Exercise instructions
Please repeat the listing below in its entirety, exactly.
-------------------------
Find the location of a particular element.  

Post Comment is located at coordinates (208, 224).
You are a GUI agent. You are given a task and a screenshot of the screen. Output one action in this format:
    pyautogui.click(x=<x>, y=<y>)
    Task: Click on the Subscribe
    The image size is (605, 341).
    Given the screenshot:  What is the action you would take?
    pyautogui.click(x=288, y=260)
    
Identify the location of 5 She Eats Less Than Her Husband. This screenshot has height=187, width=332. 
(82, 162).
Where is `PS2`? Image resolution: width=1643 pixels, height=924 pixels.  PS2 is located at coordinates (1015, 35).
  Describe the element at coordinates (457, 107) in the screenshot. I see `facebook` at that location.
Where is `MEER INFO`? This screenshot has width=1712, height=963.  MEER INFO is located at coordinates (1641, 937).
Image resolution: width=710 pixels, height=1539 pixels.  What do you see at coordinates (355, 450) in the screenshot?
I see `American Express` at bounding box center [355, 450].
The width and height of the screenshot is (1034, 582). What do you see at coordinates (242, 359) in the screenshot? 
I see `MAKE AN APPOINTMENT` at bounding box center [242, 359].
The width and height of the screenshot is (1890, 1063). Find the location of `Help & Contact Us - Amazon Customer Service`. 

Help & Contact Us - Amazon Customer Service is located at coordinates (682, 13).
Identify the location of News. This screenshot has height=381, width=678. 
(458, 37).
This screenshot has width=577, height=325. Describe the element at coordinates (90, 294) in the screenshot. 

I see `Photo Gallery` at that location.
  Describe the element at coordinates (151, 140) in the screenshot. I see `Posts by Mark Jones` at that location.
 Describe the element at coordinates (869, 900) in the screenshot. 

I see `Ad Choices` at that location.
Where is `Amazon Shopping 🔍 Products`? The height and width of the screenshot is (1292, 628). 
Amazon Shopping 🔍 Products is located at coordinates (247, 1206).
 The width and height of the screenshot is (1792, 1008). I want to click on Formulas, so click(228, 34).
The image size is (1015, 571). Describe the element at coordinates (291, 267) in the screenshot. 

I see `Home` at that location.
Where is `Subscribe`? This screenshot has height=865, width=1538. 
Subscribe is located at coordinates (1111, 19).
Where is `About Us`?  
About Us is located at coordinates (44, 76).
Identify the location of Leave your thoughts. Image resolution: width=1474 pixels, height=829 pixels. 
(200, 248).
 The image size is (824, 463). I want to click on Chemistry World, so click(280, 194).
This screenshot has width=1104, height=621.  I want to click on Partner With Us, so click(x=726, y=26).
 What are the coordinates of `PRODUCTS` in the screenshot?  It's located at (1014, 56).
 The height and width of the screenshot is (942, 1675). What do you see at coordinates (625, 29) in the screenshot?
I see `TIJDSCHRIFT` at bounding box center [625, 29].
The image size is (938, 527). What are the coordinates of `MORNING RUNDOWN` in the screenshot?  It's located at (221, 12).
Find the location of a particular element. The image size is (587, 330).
-------------------------
Output of the task
Find the location of a particular element.  

Post Comment is located at coordinates (208, 224).
You are a GUI agent. You are given a task and a screenshot of the screen. Output one action in this format:
    pyautogui.click(x=<x>, y=<y>)
    Task: Click on the Subscribe
    The image size is (605, 341).
    Given the screenshot:  What is the action you would take?
    pyautogui.click(x=288, y=260)
    
Identify the location of 5 She Eats Less Than Her Husband. This screenshot has height=187, width=332. 
(82, 162).
Where is `PS2`? Image resolution: width=1643 pixels, height=924 pixels.  PS2 is located at coordinates (1015, 35).
  Describe the element at coordinates (457, 107) in the screenshot. I see `facebook` at that location.
Where is `MEER INFO`? This screenshot has width=1712, height=963.  MEER INFO is located at coordinates (1641, 937).
Image resolution: width=710 pixels, height=1539 pixels.  What do you see at coordinates (355, 450) in the screenshot?
I see `American Express` at bounding box center [355, 450].
The width and height of the screenshot is (1034, 582). What do you see at coordinates (242, 359) in the screenshot? 
I see `MAKE AN APPOINTMENT` at bounding box center [242, 359].
The width and height of the screenshot is (1890, 1063). Find the location of `Help & Contact Us - Amazon Customer Service`. 

Help & Contact Us - Amazon Customer Service is located at coordinates (682, 13).
Identify the location of News. This screenshot has height=381, width=678. 
(458, 37).
This screenshot has width=577, height=325. Describe the element at coordinates (90, 294) in the screenshot. 

I see `Photo Gallery` at that location.
  Describe the element at coordinates (151, 140) in the screenshot. I see `Posts by Mark Jones` at that location.
 Describe the element at coordinates (869, 900) in the screenshot. 

I see `Ad Choices` at that location.
Where is `Amazon Shopping 🔍 Products`? The height and width of the screenshot is (1292, 628). 
Amazon Shopping 🔍 Products is located at coordinates (247, 1206).
 The width and height of the screenshot is (1792, 1008). I want to click on Formulas, so click(228, 34).
The image size is (1015, 571). Describe the element at coordinates (291, 267) in the screenshot. 

I see `Home` at that location.
Where is `Subscribe`? This screenshot has height=865, width=1538. 
Subscribe is located at coordinates (1111, 19).
Where is `About Us`?  
About Us is located at coordinates (44, 76).
Identify the location of Leave your thoughts. Image resolution: width=1474 pixels, height=829 pixels. 
(200, 248).
 The image size is (824, 463). I want to click on Chemistry World, so click(280, 194).
This screenshot has width=1104, height=621.  I want to click on Partner With Us, so click(x=726, y=26).
 What are the coordinates of `PRODUCTS` in the screenshot?  It's located at (1014, 56).
 The height and width of the screenshot is (942, 1675). What do you see at coordinates (625, 29) in the screenshot?
I see `TIJDSCHRIFT` at bounding box center [625, 29].
The image size is (938, 527). What are the coordinates of `MORNING RUNDOWN` in the screenshot?  It's located at (221, 12).
Find the location of a particular element. The image size is (587, 330).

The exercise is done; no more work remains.